I used this light blue glass for the center of the flash. Oddly enough, held up to the sunlight, the blue glass glows orange. I believe this is an example of how nanoparticles have been used to color glass since the Middle Ages. At least, that’s what I recall from an old episode of NOVA.
Camera
To Mnemosyne the essence is not what we hold, but how we hold it. She is the smell of grandmother’s kitchen, the tint and hue of the photographs taken when we were children. Her domain is not accuracy, just persistence.
Starting the camera
The flash bulb is my favorite part; it’s made of slab glass
Mnemosyne is the hook in the song that catches in your ear. She’s the turn of phrase in a poem that you still recall. She doesn’t care if you like the poem or even understand it. To Mnemosyne the essence is not what we hold, but how we hold it. She is the smell of a grandmother’s kitchen, the tint and hue of the photographs taken when we were children.

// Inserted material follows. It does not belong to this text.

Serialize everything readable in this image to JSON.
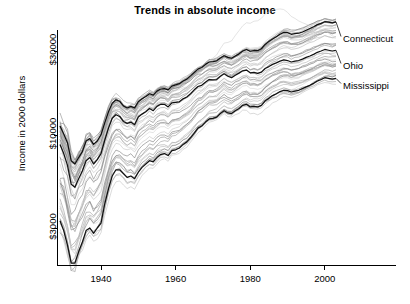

Her domain is not accuracy, just persistence.
Stone Patchwork
Stone Patchwork
Ming Red/ Rojo Alicante/ Etowah marble/pink travertine/ Morning Glory sandstone/ Rosa Verona/ Lillet granite/ Rosso Francia/ Tennessee Cedar/ Breccia Pernice/ Rhodochrosite/ Lilac/ Tennessee pink marble
Mnemosyne
Mnemosyne dresses in almost-rags, a patchwork of ribbons and fabrics, a quilt of her own history.
Mnemosyne in her patchwork quilted robe
Mnemosyne dresses in almost-rags, a patchwork of ribbons and fabrics, a quilt of her own history. She has nine kids; she doesn’t have the time or money for finery. She prefers this anyway. New clothes lack character. Worn out jeans have stories to tell.
Refining Edges
Sanding edges
I’m hoping to eliminate grout joints in this mosaic, just stone on stone. I may use grout joints in places for story-telling, or to address the background, but within characters, I’d like to avoid the extra lines. That requires addressing the edges, done here with a sanding disk on a five inch grinder.
Patchwork Robe
the geometry of true patchwork/scrap quilt/Siddi/stitchery/ask Mom/seams/draping
Mnemosyne
Mnemosyne, Muse Mama.
Mnemosyne is the Goddess of Memory and the mother of the Muses.
She sometimes jokes that she’s really the goddess of forgetting. Mnemosyne is forgetful herself, often misplacing her keys or phone. She calls all of her kids “Sweetness” because she often forgets their names.